Lamina by Manish Pushkale

August 13, 2018 – September 14, 2018 at Akar Prakar, Delhi

Manish Pushkale’s mysterious new works seem to have been shaped from skins of light, subtle tissues of alternate translucence and opacity that shimmer before us, hinting at pellucid depths.

For a moment, we forget that we are looking at two-dimensional works mounted on a wall. It appears, instead, that we are gazing down into the waters of a river or lake, at the action of gentle currents and lightly disturbed alluvial sediments, or the memories of water. At the core of Pushkale’s subtly nuanced art is a quest for what I would describe as the lamina, a membrane that mediates between above and below, self and other, terrestrial here and magical there. A membrane that could take the form of a wash on paper, a thin layer of cloth, a tinge of colour, a touch of light speckled on shadows.

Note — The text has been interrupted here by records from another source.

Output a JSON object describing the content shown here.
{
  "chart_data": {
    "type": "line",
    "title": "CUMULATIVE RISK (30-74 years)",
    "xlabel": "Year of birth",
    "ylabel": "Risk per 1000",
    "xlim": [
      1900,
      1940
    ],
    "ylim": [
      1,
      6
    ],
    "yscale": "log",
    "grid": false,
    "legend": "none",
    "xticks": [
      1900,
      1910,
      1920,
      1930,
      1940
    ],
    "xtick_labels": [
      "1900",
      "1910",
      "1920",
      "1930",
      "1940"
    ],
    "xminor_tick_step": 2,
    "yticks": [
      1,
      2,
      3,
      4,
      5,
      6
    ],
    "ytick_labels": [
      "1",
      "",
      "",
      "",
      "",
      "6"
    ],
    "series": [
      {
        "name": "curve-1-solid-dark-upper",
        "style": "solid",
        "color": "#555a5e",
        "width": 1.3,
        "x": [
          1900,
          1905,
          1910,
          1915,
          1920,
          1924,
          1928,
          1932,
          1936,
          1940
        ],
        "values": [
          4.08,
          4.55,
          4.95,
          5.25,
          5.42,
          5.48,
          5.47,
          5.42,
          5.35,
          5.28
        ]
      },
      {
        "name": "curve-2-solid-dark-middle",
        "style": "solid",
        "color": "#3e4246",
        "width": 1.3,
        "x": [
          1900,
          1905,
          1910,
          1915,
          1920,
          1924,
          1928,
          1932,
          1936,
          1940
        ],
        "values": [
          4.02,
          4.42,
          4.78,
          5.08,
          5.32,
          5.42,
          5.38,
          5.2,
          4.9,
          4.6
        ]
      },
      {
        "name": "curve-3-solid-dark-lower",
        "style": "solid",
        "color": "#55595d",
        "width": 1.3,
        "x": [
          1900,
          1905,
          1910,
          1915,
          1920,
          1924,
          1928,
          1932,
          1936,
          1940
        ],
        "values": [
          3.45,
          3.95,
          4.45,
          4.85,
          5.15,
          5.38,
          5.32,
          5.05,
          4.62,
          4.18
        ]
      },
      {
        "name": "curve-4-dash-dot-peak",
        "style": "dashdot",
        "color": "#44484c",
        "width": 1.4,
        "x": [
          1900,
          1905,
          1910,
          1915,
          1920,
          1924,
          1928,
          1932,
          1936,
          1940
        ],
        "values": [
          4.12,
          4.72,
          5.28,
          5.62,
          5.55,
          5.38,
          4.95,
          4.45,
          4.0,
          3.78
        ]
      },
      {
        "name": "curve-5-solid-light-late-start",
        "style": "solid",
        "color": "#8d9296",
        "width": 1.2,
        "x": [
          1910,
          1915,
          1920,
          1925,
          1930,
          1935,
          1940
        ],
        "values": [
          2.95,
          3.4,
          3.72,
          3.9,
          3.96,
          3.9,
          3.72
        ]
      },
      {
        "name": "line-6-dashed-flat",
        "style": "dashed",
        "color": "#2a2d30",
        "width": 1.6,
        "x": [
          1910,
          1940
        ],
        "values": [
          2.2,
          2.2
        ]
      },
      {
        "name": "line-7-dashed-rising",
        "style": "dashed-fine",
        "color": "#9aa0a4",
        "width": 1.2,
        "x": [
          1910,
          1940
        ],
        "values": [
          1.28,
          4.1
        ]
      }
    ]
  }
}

With lamina go two other persuasive and memorable effects. I call the first one lumen – the suffusion of light. I call the second one limen – the threshold. Under the sign of lumen, Pushkale enacts a lyrical delicacy. He transforms luminosity into a palpable material, which breathes as colours and the pauses between colours. Light, in his handling, is no longer the scorching tropical glare that bears down on us. Rather, it becomes diffuse, refracted, cloudy, and submarine. Under the sign of limen, the artist organises a crossing between one medium and another, one process of making and another. In these watercolours, Pushkale has used the brush very sparingly. His method in this body of work is far closer to that of the serigraph print-maker. He envelops the paper in wet muslin, and leaves the colour on it until it has dried fully. When the muslin is removed, the work stands revealed as an imprint, in its jewel-like intensity. The textures of cloth, the layering of chromatic strata, all impart to these watercolours a collage-like richness.

Some of Pushkale’s works in this suite of watercolours include, as though they were relics of a lost narrative, letters and numbers used in manual transfer-based printing. Long superseded by technological shifts, these letters suggest a vanished life of labour and publication, when mind, eye, hand and text were linked in one physical continuum, rather than being spectral and remotely connected as they are now. Fragments of words, numerals displaced from their contexts, they challenge us to decipher them. Are these missives from the past, or signals from the future, that have come to us in code? Or do they, perhaps, annotate the artist’s chosen approach, that of abstraction? Perhaps the artist is suggesting, here, that the opposite of abstraction is not the figure or the object, as many believe, but language. The abstractionist’s work proceeds without recourse to words. It resists interpretation. It is the sublime reef on which the ship of language is broken. And yet, as with Manish Pushkale’s art, it also provokes us to return to the arena of speech and writing with our sight renewed, teases us back towards communication.

Ranjit Hoskote

About Manish Pushkale

Born in 1973, Bhopal, Manish Pushkale is an autodidact; without any formal training in art, yet a powerful and sensitive initiation into it through holistic exposures from the evocative environs of Bharat Bhavan in Bhopal during the early 90's, he slowly has developed a foundation for the language of abstraction, which now carries an imprint of his own. His work has attained maturity and extraordinary significance owing to several shifts in experimentation and experience. He is among the highly regarded young painters of India who has greatly contributed to Contemporary art through his fresh approach. While his works are a play of formal dichotomies like those of light and shade, mark and erasure, form and the formless, restraint and excess, control and indulgence, they have at the present, matured into a state that confronts and assimilates the contrasts to achieve a state of refined harmony. His works are deeply rooted in Indian aesthetics.

He has had many solo shows with several prime galleries to his credit and has participated in innumerable number of group shows across the world in the last 25 years. He had represented the country at Festival of India in France, 2016 and shown in Musee de Guethary. He is a recipient of many awards, honors and residencies. He was a fellow at Institute of Advance studies in Nantes, 2014, a trustee of The Raza Foundation, apart from being actively involved in co-editing AROOP (a journal dedicated to the visual arts published by The Raza Foundation). He has written many books on arts and has recently published his novel in Hindi.